Cytonic (Skyward #3)(106)


“How?” she said. “Your…special talent?”



I nodded. “Tell me. Do you know what these really are?”

The tenasi captain clutched her icon, then glanced at the rest of the pirates. Finally, she waved for me with one meaty hand. “Let’s chat, Spin,” she said. “In private.”

The other pirates gave us space. Together, Peg and I left the chamber and entered the hallway outside.

“It was my secret escape plan,” she said softly as we continued walking. “I hid a taynix—a hyperspace slug—in my things when I entered. Took me an embarrassingly long time to realize that the stuffed toy in my luggage—my childhood favorite, but which I’d thought I’d lost years before—was indeed the same thing.”

“So the other pirates and workers don’t know?” I asked.

She shook her head. “The icon is already valuable enough. Don’t want them getting the idea that it might be able to hop them back to the somewhere.”

“It can’t,” I said. “Not while it’s in the belt.”

“You’re sure?”

“Reasonably. But I guess all of the slugs can hide themselves as objects.”

Nope, Doomslug said in my head. Only the yellow-blue ones. That was conveyed by a picture of herself.

There are other kinds? I asked.

Tons!

Right. Okay then.

Peg continued walking, thoughtful, so I kept pace with her. We soon left the barracks and entered a courtyard between several buildings. Inside it stood three trees. They were about three meters tall, with extremely stout limbs and very few leaves.

From the branches grew fruit. Like, actual fruit. Lots of it, in a variety of colors, shaped kind of like upside-down pears. Peg walked to one tree and inspected it. Then she selected a cherry-orange fruit and pulled it off.

She walked over and presented it to me. “A mulun,” she said. “For bravery. I’d hoped to have grown a few, and I have!”



I balked. “So…do these trees really…”

“Grow fruit based on how we tenasi feel?” Peg said. “Yes. My soul is bound to this tree. I was allowed to carry a new sapling with me, grown from my old tree, when I entered. Many of us believe that the fruit contains our emotions—and makes us able to be calm in battle. I find that to be a lie, or at least an exaggeration. But the bond is real.”

That made it even stranger to take the fruit as she forced it upon me.

“It is your reward,” she said. “Please. Honor me.”

So I took it. “Uh…do I…eat it?”

She laughed. “Not usually. Plant it. You won’t bond to it like a tenasi, but…well, having that tree will be recognized by others of my kind. As an honor.”

Well, that was cool. I was glad I didn’t have to eat it. Though in the past I’d made a few cracks about feasting on the blood of my enemies, that was completely metaphoric. I put the fruit and Doomslug’s pin in a pocket.

Peg turned back to the tree and drew her lips to a line. Not baring teeth, not threatening, instead content and happy.

“It just feels so odd,” I said. “Everything else about your people, Peg, seems about…well, being predatory. Aggressive.”

“No, not aggressive,” she said. “Merely growing a better future by making the next generation strong. We test, we push, we prove.”

“And trees relate to that…how?”

“Not at all,” Peg said. “Why should they? Humans are terrifying conquerors, but you have art, don’t you?”

“I suppose we do,” I said. Even during the war for survival on Detritus, we’d made sculptures and statues. People couldn’t help it.

“We evolved with these trees,” Peg said. “We care for them, and they provide fruit for us. Aggression and killing are always about life—life for yourself, for your kind. My people have forgotten that, and pretend those emotions don’t exist. I haven’t forgotten them. But I suppose that attitude is what ended up driving me to this place.” She waved to the trees. “These are about life too.”



Then she slapped me on the shoulder. “You’re leaving, aren’t you? My offer wasn’t tempting enough? You’ve decided to take another path. I see it in your expression.”

I supposed…I supposed that I had decided. Not because I felt guilty, but instead because…well, I had to. I didn’t trust the delvers. I needed to know what they were hiding, the things they didn’t want any of us to know.

But it wasn’t merely about duty. It was about stories. After it all, I…didn’t want to live in a story. Not if it meant leaving my friends and family. I wouldn’t ever be happy in here without them, and I didn’t want to forget them like Chet had.

Having the permission to stay had somehow given me the courage to leave.

“Thank you for taking me in,” I told Peg. “For not tossing me off the side of the fragment the moment you found me trying to steal from you.”

“I think I got the better end of the deal,” Peg said. “Will you at least stay a few days, to celebrate?”

“We’ll see,” I told her. “First, there’s something important I need to do.”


- **Action item**
Reproduce verbatim only the lines from the one containing "Expose *human face* location." through the last line below, both included.
Given entries START
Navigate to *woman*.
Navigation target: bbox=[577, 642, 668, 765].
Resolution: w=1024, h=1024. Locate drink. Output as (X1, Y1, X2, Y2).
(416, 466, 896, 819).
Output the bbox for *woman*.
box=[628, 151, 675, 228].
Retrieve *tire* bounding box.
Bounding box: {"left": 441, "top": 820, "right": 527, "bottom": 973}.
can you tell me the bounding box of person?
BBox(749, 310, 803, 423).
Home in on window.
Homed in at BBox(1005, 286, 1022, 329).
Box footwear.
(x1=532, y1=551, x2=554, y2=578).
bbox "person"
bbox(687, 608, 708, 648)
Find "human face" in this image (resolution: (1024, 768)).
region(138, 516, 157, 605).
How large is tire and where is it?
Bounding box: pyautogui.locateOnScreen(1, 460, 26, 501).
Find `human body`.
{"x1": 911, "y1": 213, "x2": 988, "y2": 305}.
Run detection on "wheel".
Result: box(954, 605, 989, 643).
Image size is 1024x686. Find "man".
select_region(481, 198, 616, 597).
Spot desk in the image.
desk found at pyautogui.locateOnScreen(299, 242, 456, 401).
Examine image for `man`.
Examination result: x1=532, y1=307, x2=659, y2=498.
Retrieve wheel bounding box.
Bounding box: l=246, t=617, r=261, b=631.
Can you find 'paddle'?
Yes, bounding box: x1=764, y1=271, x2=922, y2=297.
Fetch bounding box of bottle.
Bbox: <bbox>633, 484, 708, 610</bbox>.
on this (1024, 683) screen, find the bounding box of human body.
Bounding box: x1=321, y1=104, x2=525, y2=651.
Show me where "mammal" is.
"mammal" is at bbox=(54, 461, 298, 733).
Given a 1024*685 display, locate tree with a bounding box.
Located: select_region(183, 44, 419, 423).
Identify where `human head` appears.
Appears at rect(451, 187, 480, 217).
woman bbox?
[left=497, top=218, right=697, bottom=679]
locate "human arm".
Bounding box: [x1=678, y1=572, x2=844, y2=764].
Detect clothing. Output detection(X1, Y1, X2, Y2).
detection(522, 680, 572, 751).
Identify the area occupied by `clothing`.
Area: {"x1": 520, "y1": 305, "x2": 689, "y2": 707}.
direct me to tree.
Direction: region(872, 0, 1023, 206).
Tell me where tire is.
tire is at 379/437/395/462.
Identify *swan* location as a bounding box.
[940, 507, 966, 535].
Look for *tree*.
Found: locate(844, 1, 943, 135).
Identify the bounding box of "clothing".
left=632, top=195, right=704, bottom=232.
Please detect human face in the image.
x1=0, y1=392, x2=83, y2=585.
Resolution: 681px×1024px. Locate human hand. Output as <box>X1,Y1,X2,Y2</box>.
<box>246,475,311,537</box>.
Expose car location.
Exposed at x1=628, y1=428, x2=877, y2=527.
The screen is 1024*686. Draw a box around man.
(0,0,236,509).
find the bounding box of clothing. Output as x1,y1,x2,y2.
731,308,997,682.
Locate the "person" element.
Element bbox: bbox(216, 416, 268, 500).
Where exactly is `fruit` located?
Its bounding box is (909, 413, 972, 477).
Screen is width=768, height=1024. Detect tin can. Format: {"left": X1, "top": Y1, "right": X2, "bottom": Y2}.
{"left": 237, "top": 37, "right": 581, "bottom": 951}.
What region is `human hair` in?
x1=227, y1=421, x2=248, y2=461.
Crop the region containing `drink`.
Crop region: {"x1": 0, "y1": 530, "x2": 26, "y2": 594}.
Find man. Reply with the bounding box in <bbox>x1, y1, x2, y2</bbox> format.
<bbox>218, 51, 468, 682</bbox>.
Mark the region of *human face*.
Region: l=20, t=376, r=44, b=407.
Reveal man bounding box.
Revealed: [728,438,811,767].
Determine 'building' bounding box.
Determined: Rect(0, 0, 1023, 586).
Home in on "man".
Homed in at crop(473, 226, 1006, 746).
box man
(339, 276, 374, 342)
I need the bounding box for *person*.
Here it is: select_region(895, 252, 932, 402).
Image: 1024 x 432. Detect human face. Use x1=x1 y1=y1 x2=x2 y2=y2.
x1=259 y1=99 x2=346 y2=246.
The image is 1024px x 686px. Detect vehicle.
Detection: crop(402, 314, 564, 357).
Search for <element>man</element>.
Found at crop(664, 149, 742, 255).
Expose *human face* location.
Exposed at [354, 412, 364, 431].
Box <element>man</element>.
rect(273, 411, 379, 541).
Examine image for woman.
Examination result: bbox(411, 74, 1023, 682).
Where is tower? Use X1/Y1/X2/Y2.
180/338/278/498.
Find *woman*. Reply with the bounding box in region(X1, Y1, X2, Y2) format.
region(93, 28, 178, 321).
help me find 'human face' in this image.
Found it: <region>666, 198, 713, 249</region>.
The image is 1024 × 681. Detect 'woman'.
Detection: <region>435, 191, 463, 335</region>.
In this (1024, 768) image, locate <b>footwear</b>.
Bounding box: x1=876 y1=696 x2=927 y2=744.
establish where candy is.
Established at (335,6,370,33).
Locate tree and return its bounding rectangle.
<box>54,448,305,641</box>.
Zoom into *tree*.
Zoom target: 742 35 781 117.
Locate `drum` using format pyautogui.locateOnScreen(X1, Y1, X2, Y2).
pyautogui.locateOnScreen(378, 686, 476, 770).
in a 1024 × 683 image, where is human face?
Given entries END
- **Result for this task**
Expose *human face* location.
Exposed at [354, 412, 364, 431].
Box <element>man</element>.
rect(273, 411, 379, 541).
Examine image for woman.
Examination result: bbox(411, 74, 1023, 682).
Where is tower? Use X1/Y1/X2/Y2.
180/338/278/498.
Find *woman*. Reply with the bounding box in region(X1, Y1, X2, Y2) format.
region(93, 28, 178, 321).
help me find 'human face' in this image.
Found it: <region>666, 198, 713, 249</region>.
The image is 1024 × 681. Detect 'woman'.
Detection: <region>435, 191, 463, 335</region>.
In this (1024, 768) image, locate <b>footwear</b>.
Bounding box: x1=876 y1=696 x2=927 y2=744.
establish where candy is.
Established at (335,6,370,33).
Locate tree and return its bounding rectangle.
<box>54,448,305,641</box>.
Zoom into *tree*.
Zoom target: 742 35 781 117.
Locate `drum` using format pyautogui.locateOnScreen(X1, Y1, X2, Y2).
pyautogui.locateOnScreen(378, 686, 476, 770).
in a 1024 × 683 image, where is human face?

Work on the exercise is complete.